Lawless, who left Instagram/Meta in August, thinks more Black women will decide to be their own boss rather than enter a traditional workplace.
âThereâs going to be a chilling effect and youâre going to see more Black women pivot and go into entrepreneurship, which weâre already doing at higher rates,â Lawless said. âCorporations have a real problem. Theyâve lost more women at the director and above level since the pandemic.â
Even self-made businesses cannot avoid DEI resistance. The Fearless Fund, a small venture capital firm, is embroiled in a lawsuit accusing a grant program for Black women-owned companies of discrimination. The litigation has scared away potential investors, according to the firmâs founders.
Job openings for diversity officers and similar positions have declined in recent months.
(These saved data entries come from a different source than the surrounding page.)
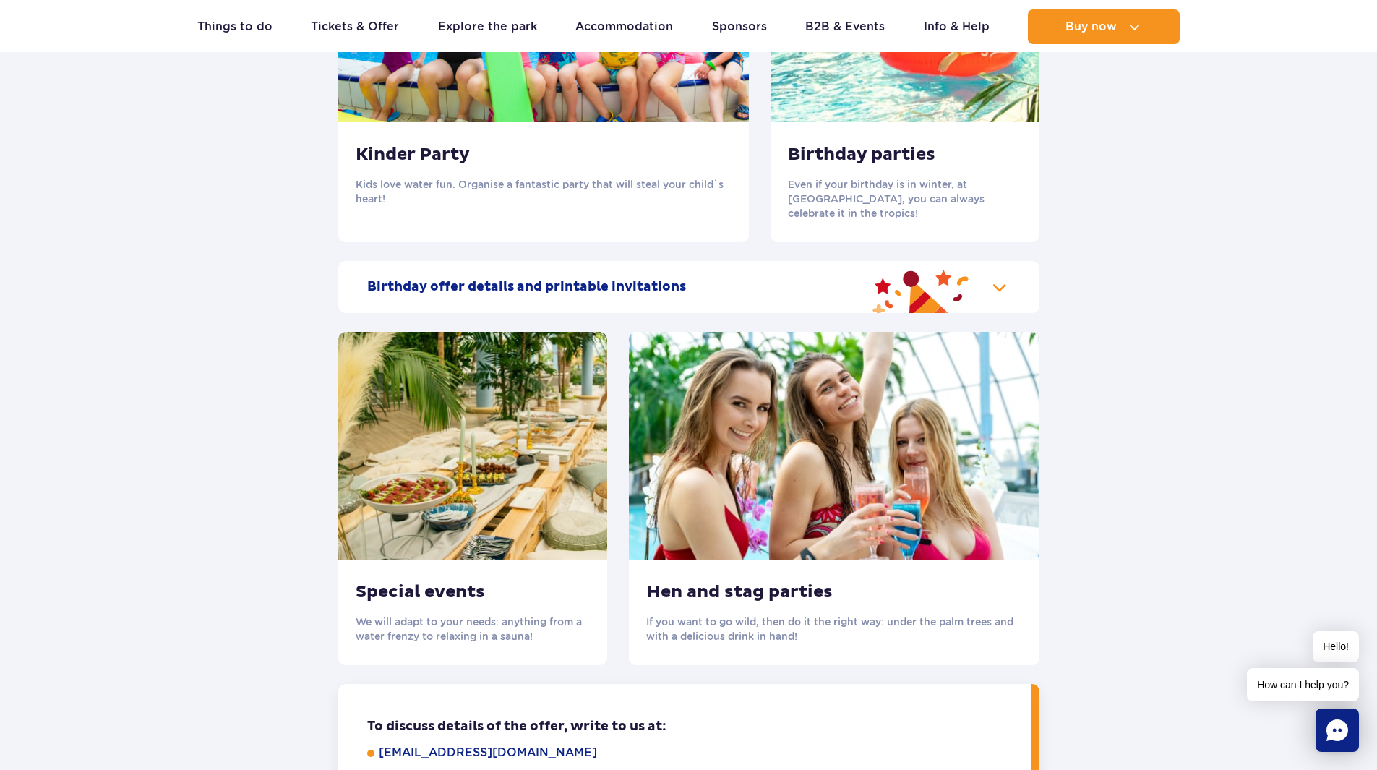 The width and height of the screenshot is (1377, 770). What do you see at coordinates (1302, 684) in the screenshot?
I see `span: How can I help you?` at bounding box center [1302, 684].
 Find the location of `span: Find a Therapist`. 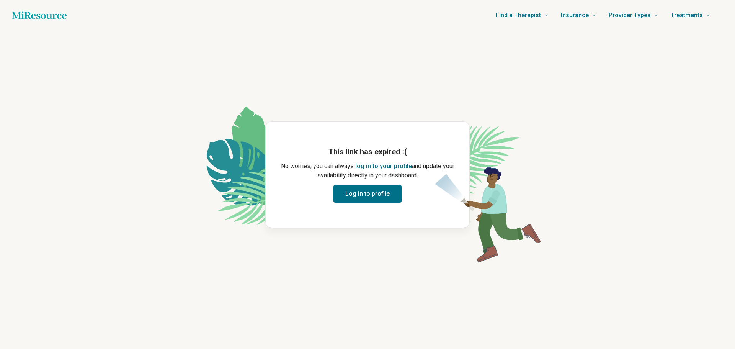

span: Find a Therapist is located at coordinates (519, 15).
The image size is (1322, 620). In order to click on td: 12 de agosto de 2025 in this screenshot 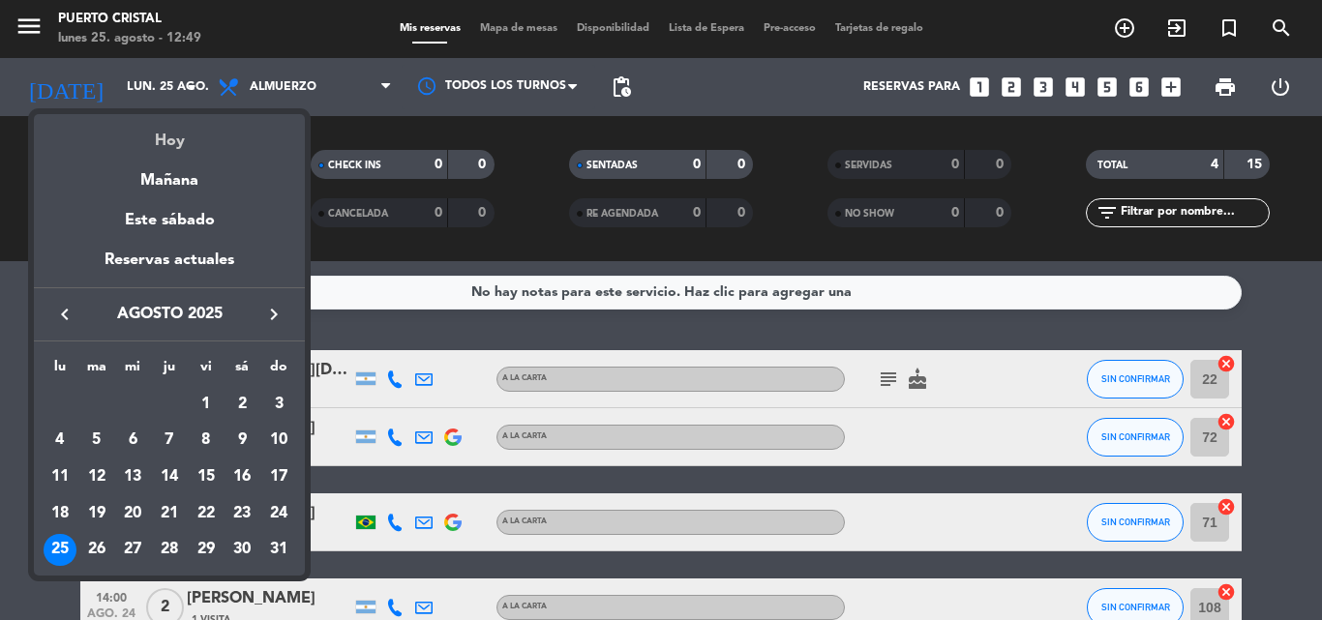, I will do `click(97, 477)`.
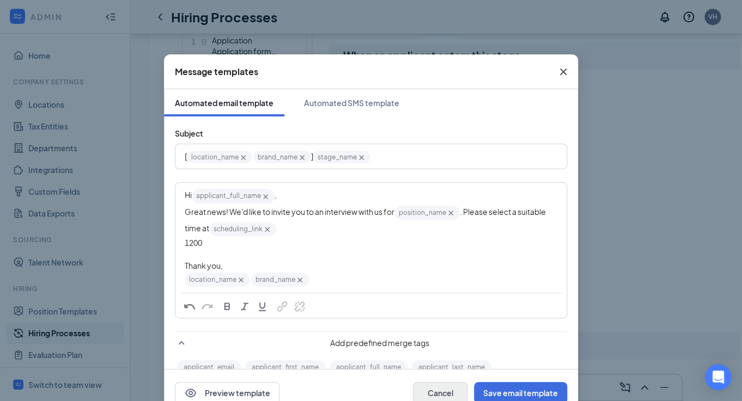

The combined share of venture capital funding for businesses owned by Black and Latina women has dipped back to less than 1% after briefly surpassing that threshold â at 1.05% â in 2021, according to the nonprofit advocacy group digitalundivided.
Stephanie Felix, of Austin, Texas, just started her own DEI consulting firm in January. Itâs not something the 36-year-old, who worked in DEI for company review website Glassdoor, initially saw for herself.
âPeople say thereâs risk in leaving but thereâs also a lot of risk in staying,â Felix said.
Colleagues, family and even Felix herself had reservations about her career leap. But she said she has too often seen DEI hires go from âoffice pet to office threat.â Their arrival was heralded as a new chapter, but senior leaders wouldnât come through with promised resources or authority to effect change.
âI applaud women that choose to step away and choose themselves. I applaud myself for it too,â Felix said. âEven though itâs not easy, it gives you more sovereignty over your life which is, in my mind, definitely worth it.â
Associated Press business writer Alexandra Olson in New York contributed to this report.